START Data extracts

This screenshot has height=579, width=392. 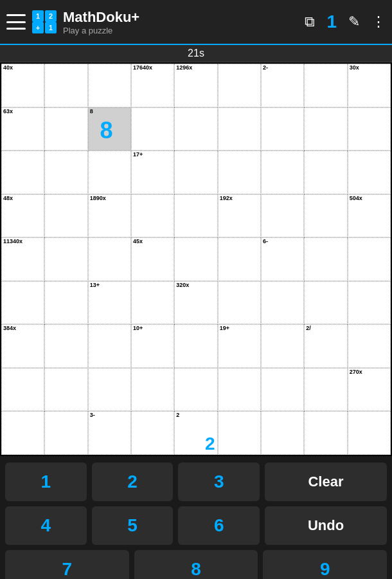 I want to click on key-6: 6, so click(x=218, y=526).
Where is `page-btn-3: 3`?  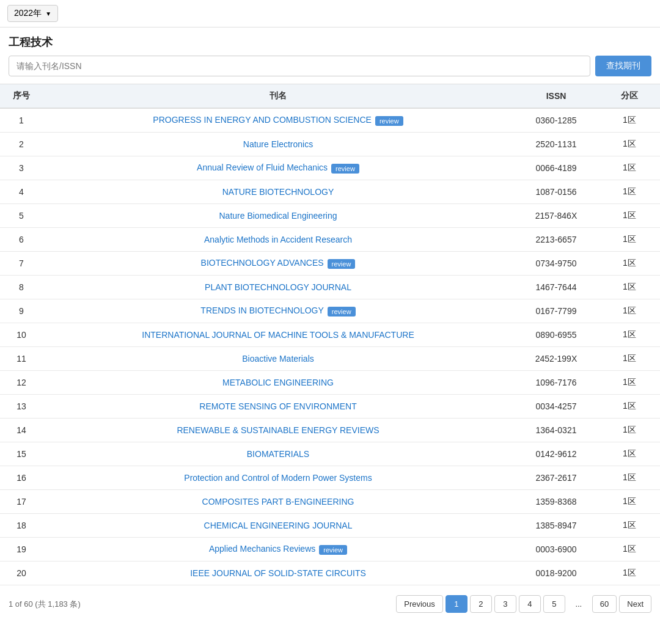 page-btn-3: 3 is located at coordinates (505, 604).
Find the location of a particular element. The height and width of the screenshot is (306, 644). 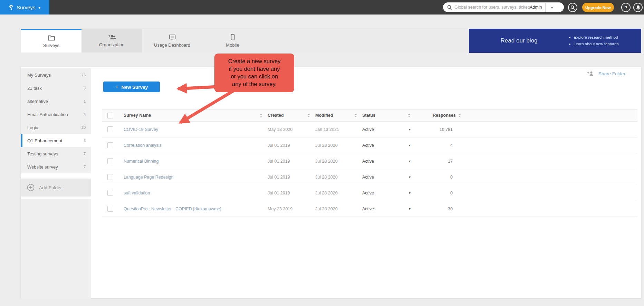

plus-icon: + is located at coordinates (117, 87).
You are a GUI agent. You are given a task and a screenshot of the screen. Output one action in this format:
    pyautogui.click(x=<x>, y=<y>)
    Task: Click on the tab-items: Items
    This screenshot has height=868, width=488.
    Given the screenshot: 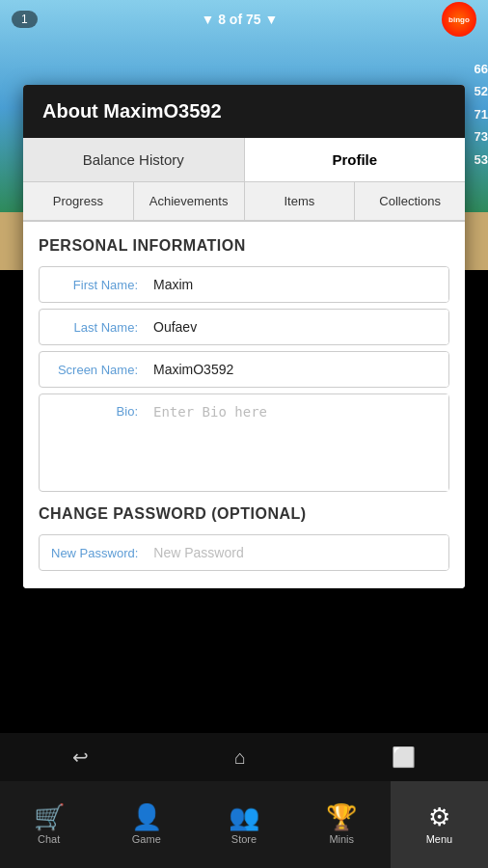 What is the action you would take?
    pyautogui.click(x=301, y=201)
    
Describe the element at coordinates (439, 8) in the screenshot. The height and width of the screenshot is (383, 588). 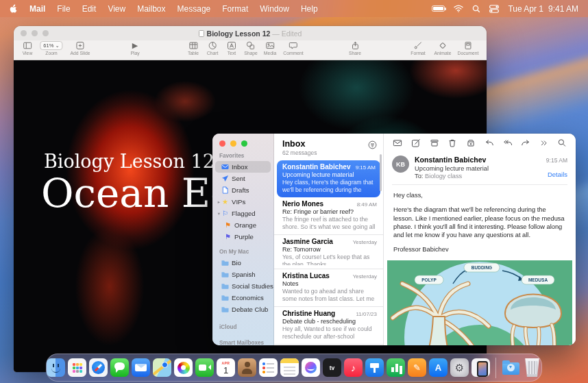
I see `battery-icon` at that location.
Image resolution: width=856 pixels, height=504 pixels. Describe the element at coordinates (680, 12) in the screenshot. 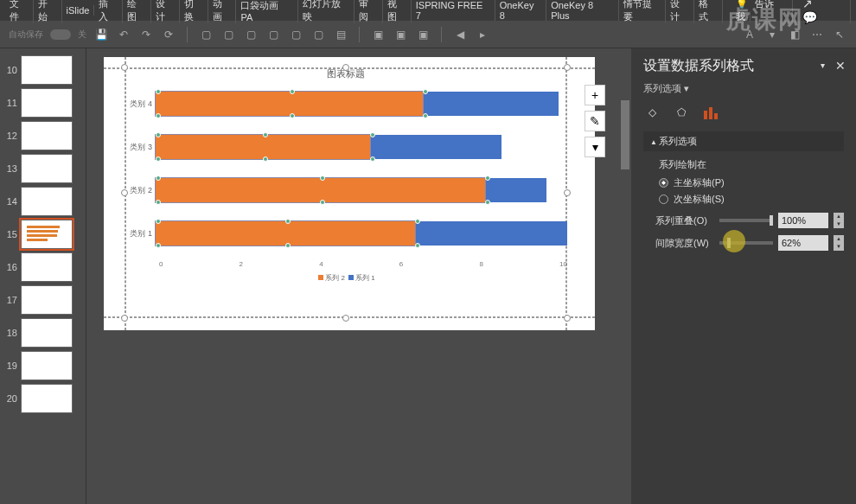

I see `menu-design2: 设计` at that location.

END Data extracts

§ Activity: Only the lines from the one with "Describe the element at coordinates (439, 8)" through the final line of the entries belong in the answer, set down exactly, with both ends included and no pictures.

§ Output for this exercise:
Describe the element at coordinates (439, 8) in the screenshot. The height and width of the screenshot is (383, 588). 
I see `battery-icon` at that location.
Image resolution: width=856 pixels, height=504 pixels. Describe the element at coordinates (680, 12) in the screenshot. 

I see `menu-design2: 设计` at that location.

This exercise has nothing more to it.